Sessions touted his fundraising credentials, promising to be effective at traveling across the country to raise money for the party while maintaining a conservative focus. He also highlighted what he said would be a renewed focus border security issues — a not-so-veiled shot at Cantor, who was on the defensive in his district against Brat’s claim the leader supported “amnesty" for undocumented immigrants.

Sessions warned that the United States would “lose our country” and “who we are as a country” if the GOP leadership team did not attend to border security first.

Sessions said he had not talked to fellow Texan Hensarling, who was being actively courted by conservatives for a majority leader run, but he did outline his differences with McCarthy in broad strokes.

“I think my strength is I am a well-known conservative who will push — and want to have an agenda that I will go get the votes for — that is conservative, pro-business and solves problems,” Sessions said.

GOP leaders worried that the longer the party goes without a clear line of succession, the messier the intraparty dynamics will become, further widening the rift between conservatives and the GOP establishment.

Republican Senator Roy Blunt of Missouri, who as a House member lost a bruising campaign to be GOP leader to Boehner in 2006, said the party must act swiftly to set a time to elect a new leader.

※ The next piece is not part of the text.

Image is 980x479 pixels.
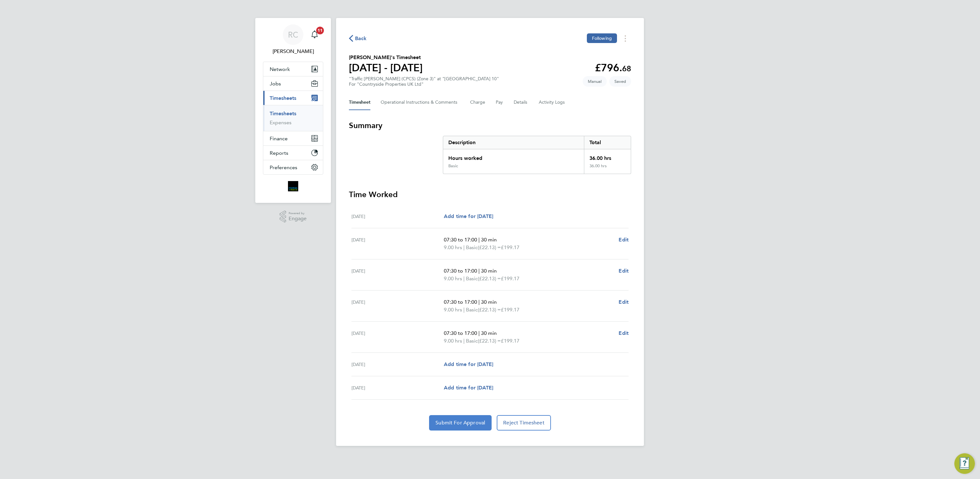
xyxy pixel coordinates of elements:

“Better to decide sooner rather than later, get that issue resolved and get about the work to solve problems,” he said.

Blunt also had nice words for Cantor, his one-time deputy on the House majority whip team who then became a key figure in the Missouri Republican’s 2008 ouster from leadership, but he acknowledged that a sea change is rolling over the party.

“As you look toward the next Congress, I don't think anybody who was projecting what might happen in the House over the next few years was projecting that without Eric Cantor being an important part of that calculation,” Blunt told Yahoo News.

Blunt added: “Congress is full of ambitious people, so you always have people looking for what's the next opportunity for them. … The next Congress certainly has the opportunity to elect their own leaders and it will be a different majority, a different Republican majority than this one is.”